If Mitchell intended to test his own writing and his ability to hold the reader's attention without jumping wildly from setting to setting and character to character, the exercise has not been a complete success. This is partly because the figures he concentrates on in Black Swan Green - principally Jason's family and his somewhat interchangeable army of classmates - are no match for the vivid and bewitching characters he has produced before.
After three novels of fearless invention, it had seemed as though Mitchell had escaped the writer's compulsion to mine his own life story for material, but Black Swan Green reads like an autobiographical first novel. The book is often interesting when it deals with Jason's stammer, a speech impediment which also affected Mitchell and which causes his narrator to "think one sentence ahead, and if you see a stammer-word coming up, alter your sentence so you won't need to use it." Jason's biggest fear is that his stammer will become public knowledge at school and he will be labelled "Stutterboy".
There are other things Jason hides from his school friends. He writes poetry under the name "Eliot Bolivar", and delivers it to the parish magazine in secret (his friends would think it was "gay"). Mitchell is particularly good on the shifting allegiances and precarious social status of childhood, explaining in the first chapter why some kids are called by their first names, some by "sort of respectful nicknames like 'Yardy'", some by their surnames and some by "piss-take nicknames like Moran Moron or Nicholas Briar who's Knickerless Bra. It's all ranks, being a boy, like the army." The stock of Jason's popularity rises and falls a number of times during the course of the book.

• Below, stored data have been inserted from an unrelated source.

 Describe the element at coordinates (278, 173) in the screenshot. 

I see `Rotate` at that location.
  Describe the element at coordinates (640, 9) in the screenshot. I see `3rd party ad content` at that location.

Mitchell has a good eye for detail. Describing his father greeting his brother-in-law, Jason notes that "each was wearing the jersey the other'd given him for Christmas" - and he lovingly recreates the slang of Black Swan Green's schoolkids, which usually seems to involve an inventive synonym for "homosexual". The details of the 80s - John Craven's Newsround, Angel Delight, koi carp - are recounted so enthusiastically that at first the book threatens to subside into the kind of 80s fetishising which might warrant an appearance from Stuart Maconie. However, the references are more smoothly worked-in than they were in the early version of chapter one which appeared in Granta magazine in 2003.

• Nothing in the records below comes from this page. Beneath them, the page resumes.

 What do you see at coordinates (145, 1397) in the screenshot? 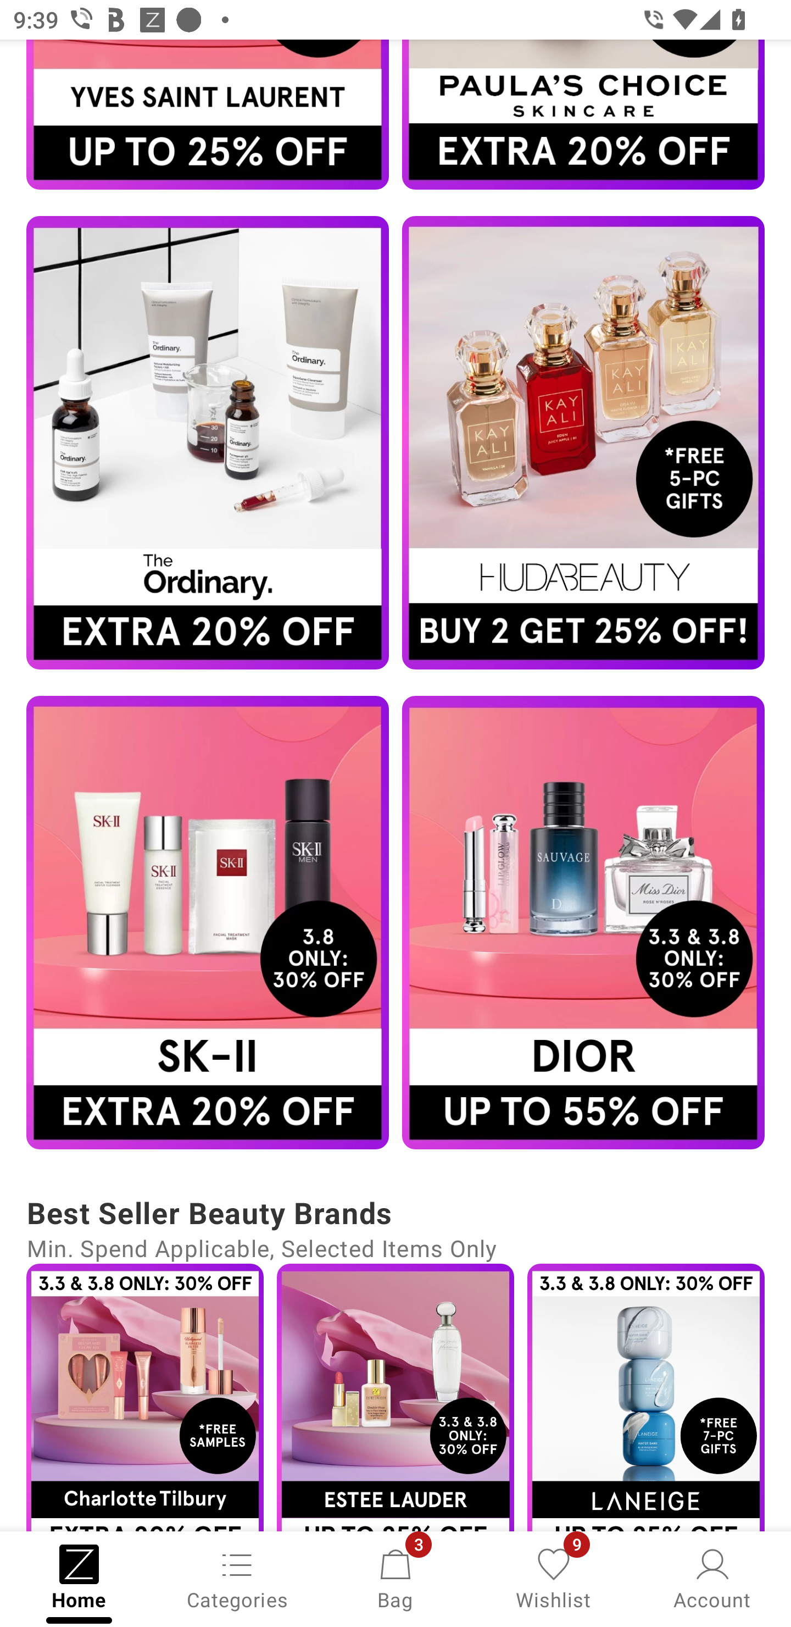
I see `Campaign banner` at bounding box center [145, 1397].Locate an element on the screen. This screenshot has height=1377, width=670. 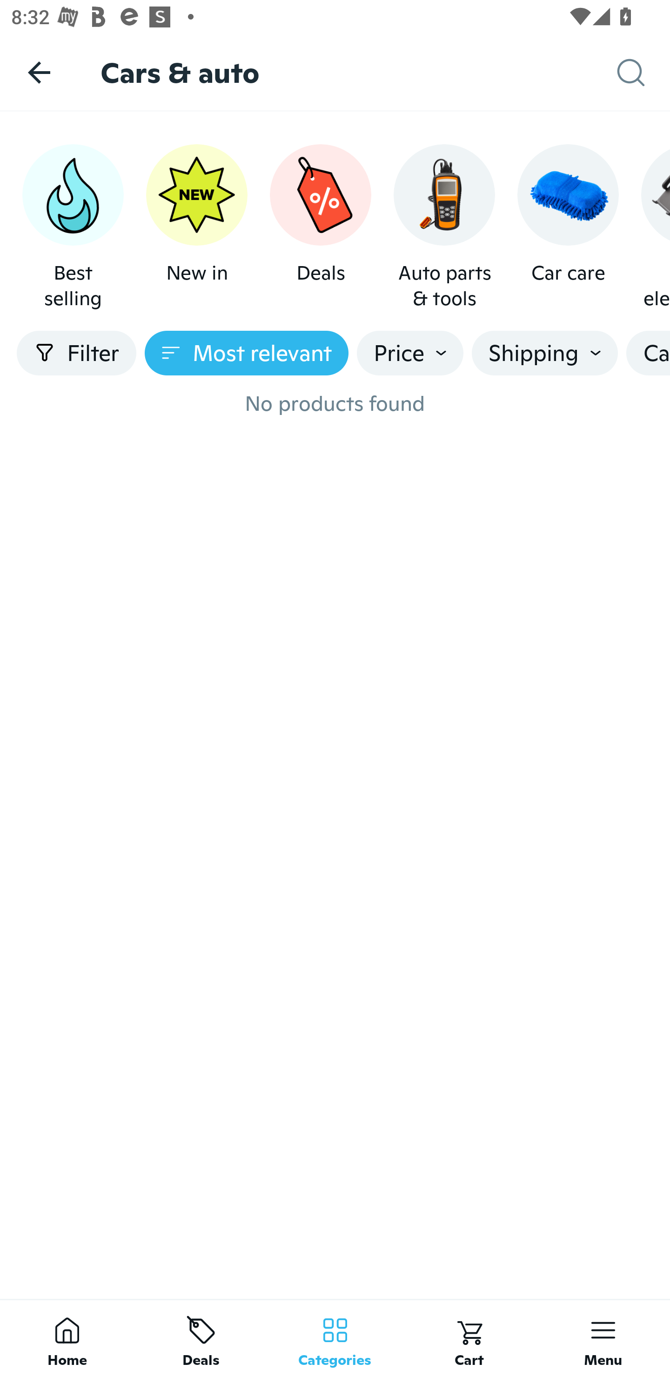
Deals is located at coordinates (201, 1338).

The backdrop of the Falklands War provides successful passages detailing the rush of patriotism which grips the village (Jason even keeps a scrapbook), and Thatcherism is always a subtle presence, with passing mentions of school dinner services being put out to tender and the introduction of anti-union measures.
Mitchell's writing is always hugely readable, but it is hard to judge its quality here since he has taken pains to imitate the sometimes whimsical voice of a teenager with literary pretensions. The book is studded with Jason's insights and revelations, which can be well-put - "Magnets don't need to understand magnetism," he says on being attracted to a girl - but are more often dull: "Listening to houses breathe makes you weightless"; "Music's a wood you walk through."
Having got this slice of autobiography out of his system, hopefully Mitchell will now return to more unfamiliar territory. He recently told The Bookseller: "In my next book I'll write something as distant from Jason Taylor as I possibly can." Good. Staying so close to home seems to have inhibited his imagination.